Speakers to hang on to for LIFE


After 9 years with my Proac Response 3s, I recently decided to change speakers. As you can tell, I'm not an upgrade fever patient. I want something I can live with for years & I think the best advice I'm gonna get will be from those who have & are still living with their speakers for an extended period of time. Please tell me why too. Thanks.Bob.
ryllau
M3.7i for me and the CAD 120S MkII with Psvane KT88; 6SN7: TJFM, Sylvania JAN CHS; Vcap CuFT upgrades connected to SLP-98P with 6SN&: TJFM, Sylvania JAN CHS. Best synergy and sound ever compared to the dynamic SF speakers in the 2nd listening room.
Loved those Artemis Eos with bass mods. Heard them for the first time in a store in Dallas with top of the line AN/Japan components and I was floored. Owned the Proacs. Couldn't fit the Response 3.8's or I would have owned them. Never spent much time with Joseph Audio, but need to find a dealer to listen to them as they get so much great press. Like most of what you have on your list.
Totem Hawks revised....
Man, these are good speakers with my new set up - I just purchased a pair of Musical Fidelity M1 PWR amps which I'm bi-amping through an Audio Research LS2 pre. The earlier issues I had with the Hawks was their "coloring" compared to the Thiels (which I've donated away) or the Maggies. (Which I'm hanging onto. With each Hawk having its own amp the sound truly filled out, and I'm just about breaking them in. The Hawks are still colored IMHO, but a lot more has come out of them under this setup. The M1 amps put out about 100 watts in Mono into 8 ohms, which the Hawks are. Nice having some additional space back into my living room as well...
Audiokineses LCS Dreammakers -
They do something special, have never experienced it before. The soundscape becomes much more three dimensional, embodied, fleshed out, poignant; the sound is almost visually present, and this effect covers most of the room. When I walk forward from the listener position it is like moving through the front seats of a concert venue, and then on to the stage itself, the musicians playing around me. Quite amazing. There are SOME things I dont like with reverberant energy, but this execution is mainly for the better. When I turn off the LCS, playing the main speakers (Dream makers) alone, it still sounds fine, but more traditional, flatter, less engaging.
It's an honor and a pleasant surprise to have speakers that I build become a topic in this thread.

Pankaj wrote: "Hi O_holter my I was interested in the audiokineses LCS Dreammakers likw what you have I have been listening to a pair of Green Mountain Audio EOS HX bookshelf speakers time aligned and phase coherent. Is room size a big contributing factor for the Dreammakers? My music is a mix of jazz vocals sometimes a little rock but not much."

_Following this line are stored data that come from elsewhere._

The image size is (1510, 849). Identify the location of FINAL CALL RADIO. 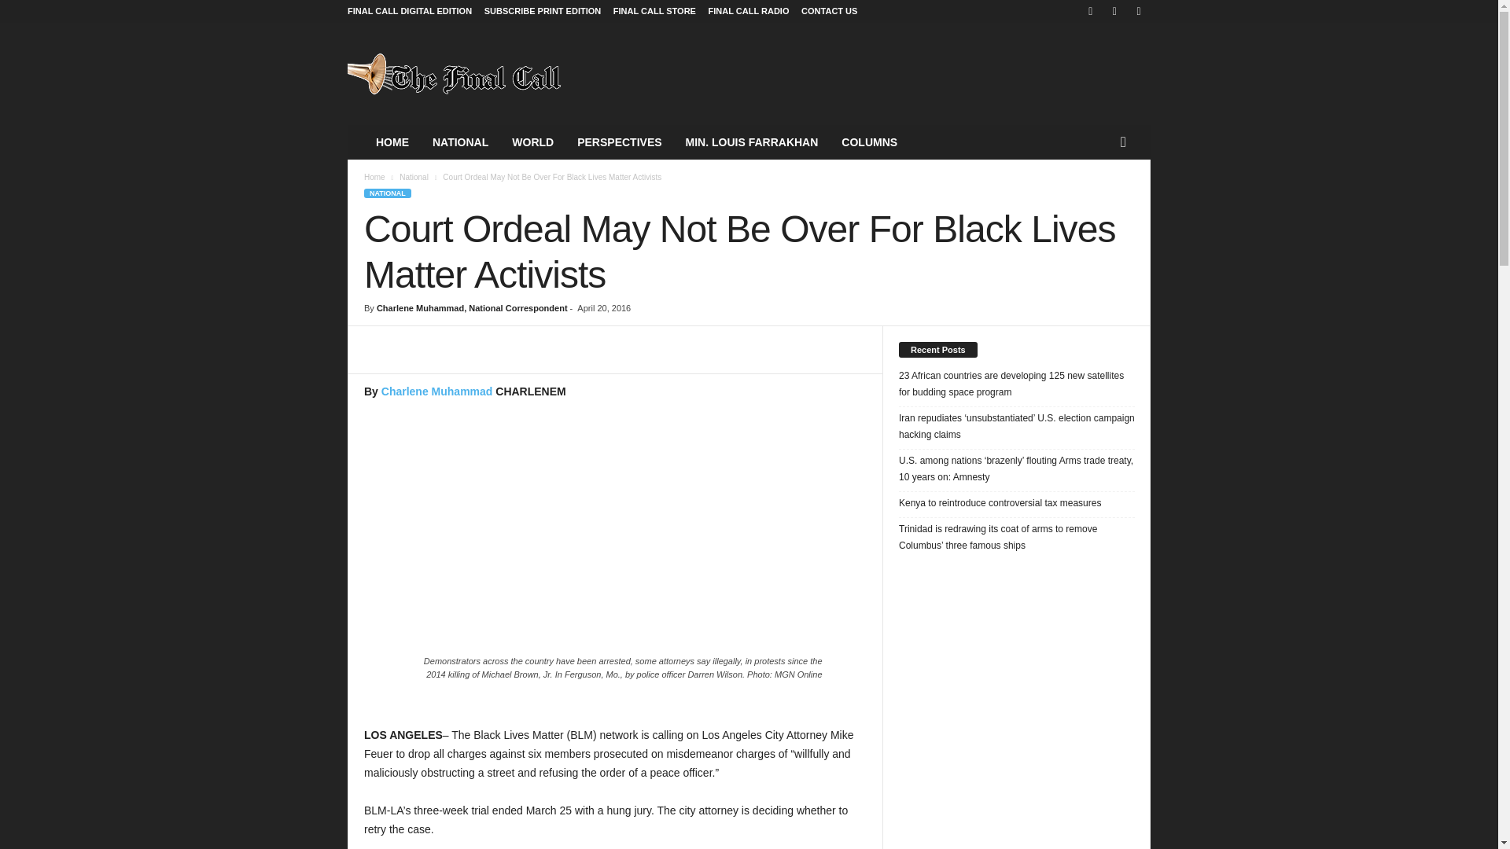
(749, 11).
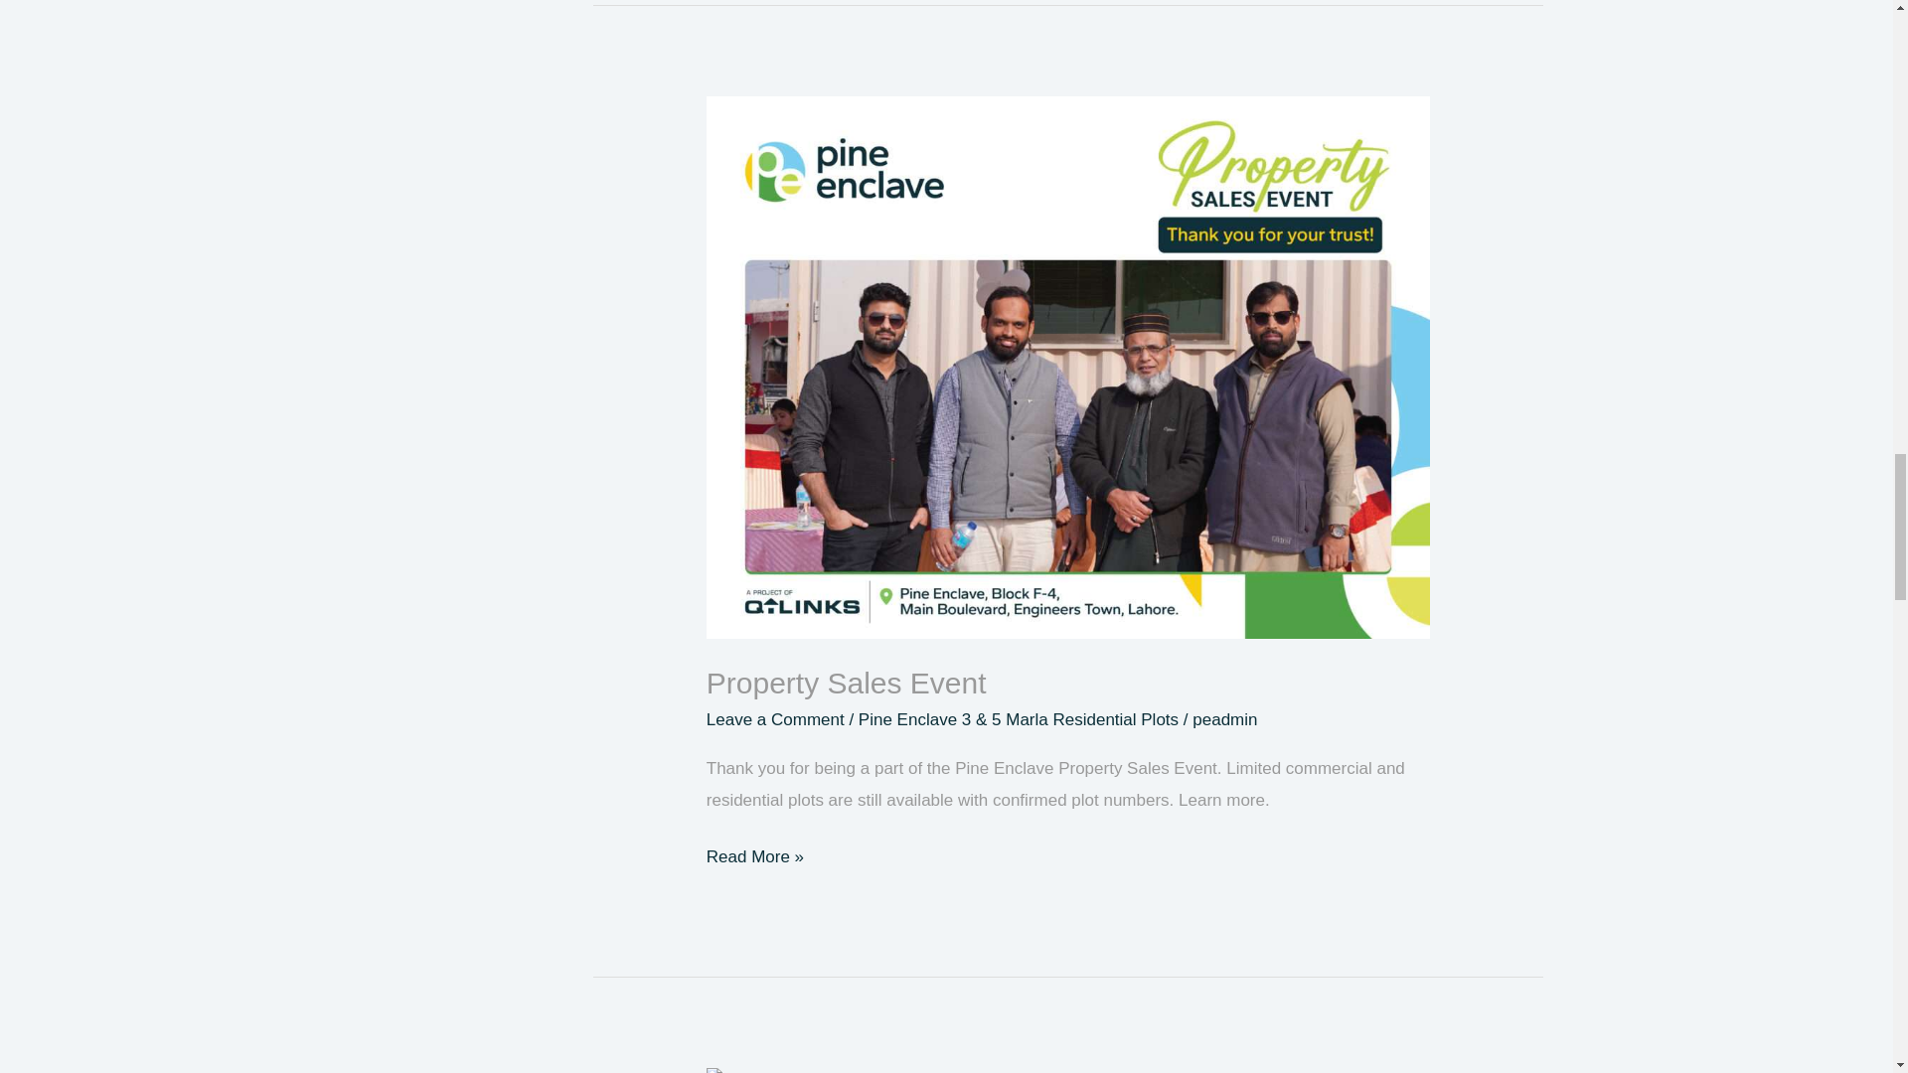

Just to give a little bit of background, O_Holter's system is unique: Bipolar original-format Dream Maker speakers, with a pair of Late Ceiling Splash (LCS) modules, an invention that I use with the permission of James Romeyn.

Room size does play some role of course, and in particular, the original-format bipolar Dream Makers like to have a fair amount of space behind them to allow a fairly long time delay before the reflection off the wall behind them reaches the listener. This is pretty much identical to the situation with Maggies or Quads or Sound Labs or any other planar.

Originally the LCS modules were designed to be part of a newer system called the Dream Maker LCS system, which consists of a pair of monopole main speakers, and then the up-firing LCS modules would supply the additional spectrally-correct reverberant field energy that would get its recommended 10 milliseconds (or more) of arrival-time-delay from taking the long bounce off the ceiling. Obviously this calls for fairly aggressive radiation pattern control in the LCS modules, but fortunately that's something I'm comfortable working with. So conceptually the Dream Maker LCS system is a bipolar like the original Dream Maker, but instead of the rear-firing drivers bouncing their energy off the wall, we use up-firing drivers which bounce their energy off the ceiling. (If your ceiling is absorptive, you can stand the LCS modules on end and aim them at a wall.)

So what O_Holter has is a system that combines both rear-firing and up-firing drivers contributing to the reverberant field, and apparently the net effect is pretty good:

"They do something special, have never experienced it before. The soundscape becomes much more three dimensional, embodied, fleshed out, poignant; the sound is almost visually present, and this effect covers most of the room. When I walk forward from the listener position it is like moving through the front seats of a concert venue, and then on to the stage itself, the musicians playing around me. Quite amazing. There are SOME things I dont like with reverberant energy, but this execution is mainly for the better. When I turn off the LCS, playing the main speakers (Dream makers) alone, it still sounds fine, but more traditional, flatter, less engaging."

We are working on a "universal" LCS module that can be added to most existing systems, as we think that it can benefit a wide range of systems. So theoretically Pankaj could retain everything the Green Mountain Audio speakers are doing right as far as the first arrival sound goes, and add a generous helping of spectrally-correct reverberant energy that will arrive after a decent time delay from taking the long bounce from the floor up to the ceiling.